Take a running jump!

Published: Monday, 09 July 2012

THE Mayor of London, Boris Johnson is not at all amused at the Port of London Authorities new rule that no one can now swim in the tidal Thames without permission.

He is rather outspoken on the subject:

"To swim, perchance to drown, is an undeniable human right The Port of London Authority should take a running jump into the Thames—only they've just made it illegal."

Bureaucratic bossiness

Boris goes on to remark that at least we can't blame Brussels for this one, folks. This is all our own work, and as a piece of bureaucratic bossiness there has been little to touch it in all the dismal annals of 'elf and safety' . It is a ban that came into force yesterday, without any democratic consultation whatever, and you can't help wondering: Why us? Why now? Adding:

"Monarchs have been rowed upon it in glorious pageants of the kind we recently recreated.

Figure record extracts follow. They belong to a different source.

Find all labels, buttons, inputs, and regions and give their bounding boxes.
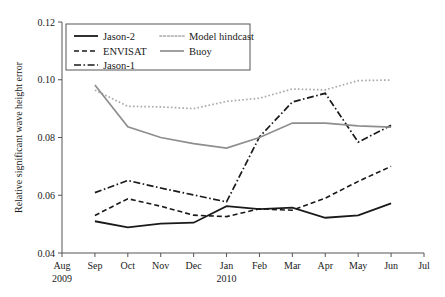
x-tick-label: Nov <box>152 260 169 271</box>
series-line-jason-1 <box>95 93 391 202</box>
series-line-model-hindcast <box>95 80 391 109</box>
x-tick-label: Feb <box>252 260 267 271</box>
y-tick-label: 0.08 <box>38 132 56 143</box>
x-tick-label: Mar <box>284 260 301 271</box>
x-axis-year-label: 2009 <box>52 273 72 284</box>
line-chart: 0.040.060.080.100.12AugSepOctNovDecJanFe… <box>0 0 445 297</box>
legend-label-jason-2: Jason-2 <box>103 31 135 42</box>
legend-label-model-hindcast: Model hindcast <box>189 31 254 42</box>
x-tick-label: May <box>349 260 367 271</box>
y-axis-title: Relative significant wave height error <box>13 61 24 213</box>
y-tick-label: 0.06 <box>38 190 56 201</box>
y-tick-label: 0.10 <box>38 74 56 85</box>
x-tick-label: Jun <box>384 260 398 271</box>
x-tick-label: Aug <box>53 260 70 271</box>
x-tick-label: Apr <box>317 260 333 271</box>
x-tick-label: Oct <box>121 260 136 271</box>
series-line-jason-2 <box>95 203 391 227</box>
x-axis-year-label: 2010 <box>217 273 237 284</box>
legend-label-buoy: Buoy <box>189 46 213 57</box>
chart-figure: 0.040.060.080.100.12AugSepOctNovDecJanFe… <box>0 0 445 297</box>
series-line-envisat <box>95 166 391 216</box>
x-tick-label: Sep <box>87 260 102 271</box>
x-tick-label: Jul <box>418 260 430 271</box>
y-tick-label: 0.04 <box>38 248 56 259</box>
series-line-buoy <box>95 85 391 148</box>
legend-label-jason-1: Jason-1 <box>103 60 135 71</box>
y-tick-label: 0.12 <box>38 17 56 28</box>
legend-label-envisat: ENVISAT <box>103 46 147 57</box>
x-tick-label: Dec <box>186 260 203 271</box>
x-tick-label: Jan <box>220 260 233 271</box>
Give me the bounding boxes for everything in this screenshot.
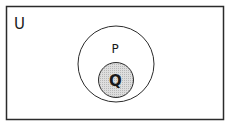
universal-set-label: U	[14, 15, 25, 33]
set-p-label: P	[112, 42, 119, 56]
set-q-label: Q	[109, 72, 122, 90]
venn-diagram: U P Q	[0, 0, 232, 127]
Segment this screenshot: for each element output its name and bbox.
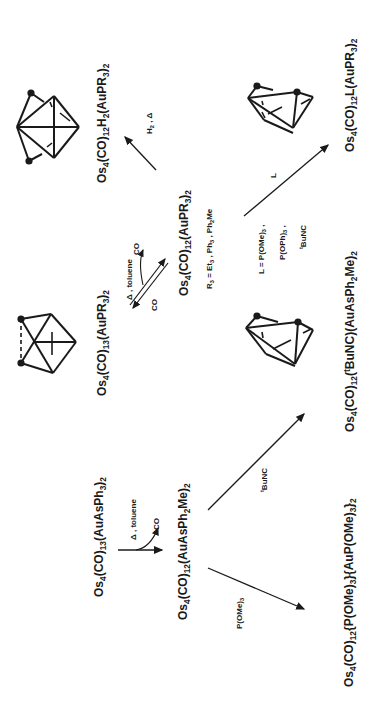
condition-co-loss-1: CO [153, 518, 161, 530]
arrow-start-to-intermediate [118, 528, 162, 550]
condition-co-bottom: CO [151, 299, 159, 311]
tetrahedral-ligand-cluster [248, 82, 313, 133]
octahedral-dihydride-cluster [17, 89, 79, 164]
condition-l-definition-2: P(OPh)3 , [279, 225, 288, 260]
arrow-to-ligand-product [244, 145, 328, 216]
condition-l-arrow: L [270, 173, 278, 178]
compound-co13-phosphine: Os4(CO)13(AuPR3)2 [96, 290, 110, 396]
compound-ligand-product: Os4(CO)12L(AuPR3)2 [344, 39, 358, 152]
condition-l-definition-3: tBuNC [299, 225, 308, 249]
arrow-to-dihydride [125, 137, 156, 170]
condition-l-definition-1: L = P(OMe)3 , [258, 225, 267, 274]
condition-tbunc: tBuNC [260, 468, 269, 492]
condition-delta-toluene-1: Δ , toluene [130, 499, 138, 540]
compound-co12-phosphine: Os4(CO)12(AuPR3)2 [178, 190, 192, 296]
arrow-to-phosphite [208, 568, 304, 609]
compound-start: Os4(CO)13(AuAsPh3)2 [93, 477, 107, 597]
compound-isocyanide-product: Os4(CO)12(tBuNC)(AuAsPh2Me)2 [343, 251, 358, 432]
condition-co-top: CO [133, 243, 141, 255]
equilibrium-arrows [130, 250, 168, 308]
condition-h2-delta: H2 , Δ [146, 113, 155, 134]
butterfly-co13-cluster [17, 314, 76, 373]
reaction-scheme: Os4(CO)13(AuAsPh3)2 Os4(CO)12(AuAsPh2Me)… [0, 0, 375, 707]
condition-p-ome3: P(OMe)3 [236, 598, 245, 629]
arrow-to-isocyanide [208, 414, 304, 510]
condition-r3-definition: R3 = Et3 , Ph3 , Ph2Me [206, 209, 215, 289]
compound-phosphite-product: Os4(CO)12{P(OMe)3}{AuP(OMe)3}2 [343, 498, 357, 687]
compound-intermediate: Os4(CO)12(AuAsPh2Me)2 [177, 483, 191, 620]
tetrahedral-isocyanide-cluster [246, 312, 313, 366]
condition-delta-toluene-2: Δ , toluene [126, 259, 134, 300]
compound-dihydride-product: Os4(CO)12H2(AuPR3)2 [96, 64, 110, 183]
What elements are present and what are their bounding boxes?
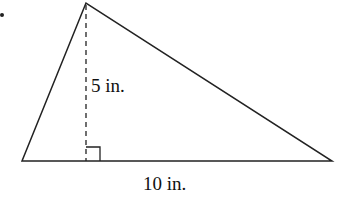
bullet-dot <box>0 13 4 17</box>
triangle-diagram: 5 in. 10 in. <box>0 0 342 202</box>
base-label: 10 in. <box>143 173 186 194</box>
height-label: 5 in. <box>91 75 125 96</box>
right-angle-marker <box>86 147 100 161</box>
triangle <box>22 3 332 161</box>
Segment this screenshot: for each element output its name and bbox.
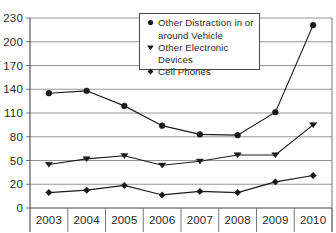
y-axis-tick-label: 20 (10, 178, 23, 190)
x-axis-tick-label: 2003 (36, 214, 62, 226)
data-point-circle (84, 88, 90, 94)
series-line-2 (49, 176, 313, 195)
legend-spacer (145, 30, 156, 42)
data-point-circle (46, 90, 52, 96)
line-chart: 0205080110140170200230200320042005200620… (0, 0, 336, 233)
y-axis-tick-label: 80 (10, 131, 23, 143)
circle-marker-icon (145, 17, 156, 29)
data-point-diamond (197, 188, 203, 194)
legend-item-other-distraction: Other Distraction in or (145, 17, 255, 29)
data-point-circle (121, 103, 127, 109)
x-axis-tick-label: 2010 (300, 214, 326, 226)
x-axis-tick-label: 2009 (262, 214, 288, 226)
y-axis-tick-label: 0 (16, 202, 23, 214)
y-axis-tick-label: 170 (3, 60, 23, 72)
data-point-diamond (83, 187, 89, 193)
legend-label-cell-phones: Cell Phones (156, 66, 211, 78)
legend-item-other-distraction-line2: around Vehicle (145, 30, 255, 42)
x-axis-tick-label: 2005 (111, 214, 137, 226)
y-axis-tick-label: 110 (4, 107, 23, 119)
y-axis-tick-label: 140 (3, 83, 23, 95)
data-point-diamond (159, 192, 165, 198)
legend-label-other-electronic-devices: Other Electronic Devices (156, 42, 255, 65)
data-point-triangle (45, 162, 52, 167)
legend-item-other-electronic-devices: Other Electronic Devices (145, 42, 255, 65)
triangle-down-marker-icon (145, 42, 156, 54)
data-point-circle (235, 132, 241, 138)
data-point-diamond (121, 182, 127, 188)
x-axis-tick-label: 2006 (149, 214, 175, 226)
y-axis-tick-label: 230 (3, 12, 23, 24)
legend-label-other-distraction: Other Distraction in or (156, 17, 254, 29)
chart-legend: Other Distraction in or around Vehicle O… (139, 13, 260, 70)
data-point-circle (272, 109, 278, 115)
data-point-diamond (46, 189, 52, 195)
data-point-circle (159, 123, 165, 129)
x-axis-tick-label: 2004 (73, 214, 100, 226)
legend-item-cell-phones: Cell Phones (145, 66, 255, 78)
x-axis-tick-label: 2007 (187, 214, 213, 226)
y-axis-tick-label: 50 (10, 155, 23, 167)
data-point-diamond (234, 189, 240, 195)
data-point-circle (197, 131, 203, 137)
diamond-marker-icon (145, 66, 156, 78)
data-point-diamond (310, 172, 316, 178)
legend-label-other-distraction-cont: around Vehicle (156, 30, 223, 42)
data-point-circle (310, 22, 316, 28)
y-axis-tick-label: 200 (3, 36, 23, 48)
x-axis-tick-label: 2008 (224, 214, 250, 226)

We have drunk it, skated on it, painted it, and drawn its inexhaustible waters to boil hides, brew beer, and float the boats that made the empire.

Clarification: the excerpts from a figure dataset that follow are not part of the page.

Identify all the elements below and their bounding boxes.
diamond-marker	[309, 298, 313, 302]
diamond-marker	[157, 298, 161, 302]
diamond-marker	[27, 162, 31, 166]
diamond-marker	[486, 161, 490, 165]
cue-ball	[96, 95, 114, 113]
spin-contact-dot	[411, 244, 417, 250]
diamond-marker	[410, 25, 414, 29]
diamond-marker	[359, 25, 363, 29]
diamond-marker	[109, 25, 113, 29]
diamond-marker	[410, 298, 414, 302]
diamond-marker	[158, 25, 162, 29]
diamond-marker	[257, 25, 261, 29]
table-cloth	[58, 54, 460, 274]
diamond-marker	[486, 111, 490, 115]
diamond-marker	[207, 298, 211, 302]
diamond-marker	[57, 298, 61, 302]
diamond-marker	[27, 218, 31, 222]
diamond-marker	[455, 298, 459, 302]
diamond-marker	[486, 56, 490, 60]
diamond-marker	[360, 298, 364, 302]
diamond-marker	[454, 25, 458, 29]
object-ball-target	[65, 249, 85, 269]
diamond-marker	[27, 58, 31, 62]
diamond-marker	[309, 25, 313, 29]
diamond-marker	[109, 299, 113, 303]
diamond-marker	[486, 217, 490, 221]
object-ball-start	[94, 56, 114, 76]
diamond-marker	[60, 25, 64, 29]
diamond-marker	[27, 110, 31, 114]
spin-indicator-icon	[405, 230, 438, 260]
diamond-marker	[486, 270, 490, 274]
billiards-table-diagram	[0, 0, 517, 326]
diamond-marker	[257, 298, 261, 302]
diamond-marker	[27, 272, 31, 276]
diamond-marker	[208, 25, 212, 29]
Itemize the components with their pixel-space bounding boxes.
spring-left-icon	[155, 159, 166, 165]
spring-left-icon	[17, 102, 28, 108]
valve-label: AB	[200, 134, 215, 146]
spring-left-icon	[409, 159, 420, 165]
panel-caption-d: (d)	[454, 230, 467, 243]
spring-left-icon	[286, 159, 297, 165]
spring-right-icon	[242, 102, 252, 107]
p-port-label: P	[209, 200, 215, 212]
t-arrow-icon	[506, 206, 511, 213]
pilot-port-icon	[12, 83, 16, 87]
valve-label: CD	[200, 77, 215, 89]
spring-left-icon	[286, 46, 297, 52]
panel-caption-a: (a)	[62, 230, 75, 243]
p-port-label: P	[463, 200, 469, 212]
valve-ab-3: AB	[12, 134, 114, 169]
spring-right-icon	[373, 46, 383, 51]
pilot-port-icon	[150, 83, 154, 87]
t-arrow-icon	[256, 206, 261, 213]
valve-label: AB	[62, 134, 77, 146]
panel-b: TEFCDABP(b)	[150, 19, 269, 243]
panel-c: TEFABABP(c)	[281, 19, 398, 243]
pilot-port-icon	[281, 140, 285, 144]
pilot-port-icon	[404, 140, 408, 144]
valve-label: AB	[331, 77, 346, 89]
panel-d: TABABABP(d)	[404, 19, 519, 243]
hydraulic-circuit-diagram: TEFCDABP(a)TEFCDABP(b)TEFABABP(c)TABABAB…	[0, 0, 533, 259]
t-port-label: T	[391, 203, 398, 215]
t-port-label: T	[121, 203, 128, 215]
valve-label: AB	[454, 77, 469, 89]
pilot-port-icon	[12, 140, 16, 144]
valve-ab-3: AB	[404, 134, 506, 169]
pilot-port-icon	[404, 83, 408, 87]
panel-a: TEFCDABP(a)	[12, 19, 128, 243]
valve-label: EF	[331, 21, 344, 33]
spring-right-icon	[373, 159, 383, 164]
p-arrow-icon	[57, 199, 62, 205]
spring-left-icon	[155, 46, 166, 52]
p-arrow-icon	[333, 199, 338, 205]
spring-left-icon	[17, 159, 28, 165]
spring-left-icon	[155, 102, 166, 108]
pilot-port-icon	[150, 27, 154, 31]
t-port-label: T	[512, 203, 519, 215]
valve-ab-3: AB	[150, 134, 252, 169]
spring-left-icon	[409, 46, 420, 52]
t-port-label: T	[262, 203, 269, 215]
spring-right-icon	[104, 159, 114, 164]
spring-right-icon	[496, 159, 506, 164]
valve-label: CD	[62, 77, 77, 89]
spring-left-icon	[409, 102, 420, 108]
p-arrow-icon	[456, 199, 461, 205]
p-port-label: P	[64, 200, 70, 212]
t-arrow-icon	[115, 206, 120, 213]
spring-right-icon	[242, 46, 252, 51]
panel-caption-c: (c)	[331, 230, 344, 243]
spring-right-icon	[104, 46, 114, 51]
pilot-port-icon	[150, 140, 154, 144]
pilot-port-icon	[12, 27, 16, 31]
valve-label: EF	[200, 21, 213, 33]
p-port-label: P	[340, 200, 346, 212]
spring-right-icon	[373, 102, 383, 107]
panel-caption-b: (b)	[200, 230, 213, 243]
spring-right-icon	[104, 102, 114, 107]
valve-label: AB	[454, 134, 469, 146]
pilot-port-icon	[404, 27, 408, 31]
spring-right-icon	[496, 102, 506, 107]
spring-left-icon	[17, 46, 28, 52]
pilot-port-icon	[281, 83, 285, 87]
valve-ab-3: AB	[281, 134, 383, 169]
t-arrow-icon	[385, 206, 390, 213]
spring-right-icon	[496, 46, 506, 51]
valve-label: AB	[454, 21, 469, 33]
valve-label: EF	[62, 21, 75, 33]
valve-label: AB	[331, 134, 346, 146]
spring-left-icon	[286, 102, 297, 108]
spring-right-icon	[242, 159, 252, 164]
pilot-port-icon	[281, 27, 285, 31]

"The river has nourished virtually all the industrial processes of what was once the workshop of the world. Sometimes the Thames has been so polluted as to be a glorified sewer. At other times it has been so crowded with navigation that you could hardly see the water. And in all those thousands of years, and under all those kings and queens and parliaments, there has never been a body so tyrannical that it tried to tell the freeborn people of this country that they could not voluntarily immerse themselves in the river. Even during the Great Stink of 1858, it seems that Londoners were left entirely to make up their own minds."

You may not swim

As of last week, however, the Port of London Authority has decided that you may not swim in the Thames, at London, without a permit, with Boris further complaining:

"The PLA is not accountable to the Mayoralty, I should say, which is itself an absurd state of affairs. It is supposed to report to Justine Greening, but it seems that our excellent Transport Secretary was no more consulted about the matter than I was.

"So let me put this as politely as I can: we don't need some bunch of well-meaning quangocrats to click their fingers and decide that sentient adult human beings must be kept out of the river. We don't need them to tell us that you will find currents and eddies and boats. Boats! On the river! Well I never! We don't need advising that swimming in the strong tidal flow is risky—it's blinking obvious.

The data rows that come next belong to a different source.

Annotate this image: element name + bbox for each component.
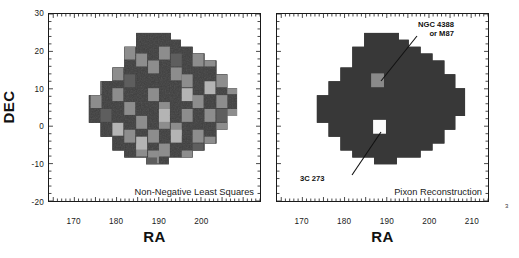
panel-nnls: Non-Negative Least Squares 170 180 190 2… [48, 13, 261, 202]
annotation-3c273: 3C 273 [300, 174, 325, 183]
axis-exponent-marker: 3 [505, 203, 508, 209]
axis-title-ra-left: RA [143, 228, 165, 245]
axis-title-dec: DEC [0, 91, 17, 124]
annotation-3c273-line1: 3C 273 [300, 174, 325, 183]
panel-caption-pixon: Pixon Reconstruction [394, 187, 482, 197]
panel-caption-nnls: Non-Negative Least Squares [135, 187, 254, 197]
xtick-label-170-right: 170 [294, 217, 308, 226]
xtick-label-190-right: 190 [380, 217, 394, 226]
xtick-label-190-left: 190 [152, 217, 166, 226]
sky-image-nnls [49, 14, 260, 201]
xtick-label-180-left: 180 [109, 217, 123, 226]
ytick-label-0: 0 [39, 122, 44, 131]
ytick-label-minus20: -20 [32, 198, 44, 207]
axis-title-ra-right: RA [371, 228, 393, 245]
sky-image-pixon [277, 14, 488, 201]
ytick-label-30: 30 [34, 9, 44, 18]
xtick-label-180-right: 180 [337, 217, 351, 226]
ytick-label-10: 10 [34, 84, 44, 93]
annotation-ngc4388: NGC 4388 or M87 [418, 20, 454, 39]
xtick-label-200-left: 200 [194, 217, 208, 226]
ytick-label-20: 20 [34, 46, 44, 55]
source-3c273 [373, 120, 386, 134]
annotation-ngc4388-line1: NGC 4388 [418, 20, 454, 29]
annotation-ngc4388-line2: or M87 [418, 29, 454, 38]
plot-frame-left: Non-Negative Least Squares [48, 13, 261, 202]
xtick-label-200-right: 200 [422, 217, 436, 226]
source-ngc4388 [371, 73, 384, 87]
figure-root: Non-Negative Least Squares 170 180 190 2… [0, 0, 519, 258]
xtick-label-210-right: 210 [465, 217, 479, 226]
ytick-label-minus10: -10 [32, 160, 44, 169]
xtick-label-170-left: 170 [66, 217, 80, 226]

"David Walliams has raised squillions for charity by swimming in the Thames, and people like him need to be encouraged, not deterred by bureaucracy and risk assessments.

"We don't want swimming banned because of the current, as though we had only just discovered that there was a current. This is the kind of gratuitous legislation that is sapping the moral fibre of the nation.

"I am being quite serious when I say that this river-swimming ban is of a piece with the namby-pamby, risk-averse, mollycoddled airbagged approach that is doing so much economic damage to Britain and that is not found, frankly, in our Asian economic competitors.

"But if you bathe in the river that flows through the city, then wham, you are nicked. It plainly needs to be the other way round. In so far as there are innocent and slightly barmy people who want to swim in the Thames, then they should be allowed to indulge their preferences in peace. It's time for the 'elf and safety' fanatics to take a running jump—off the pier at Putney."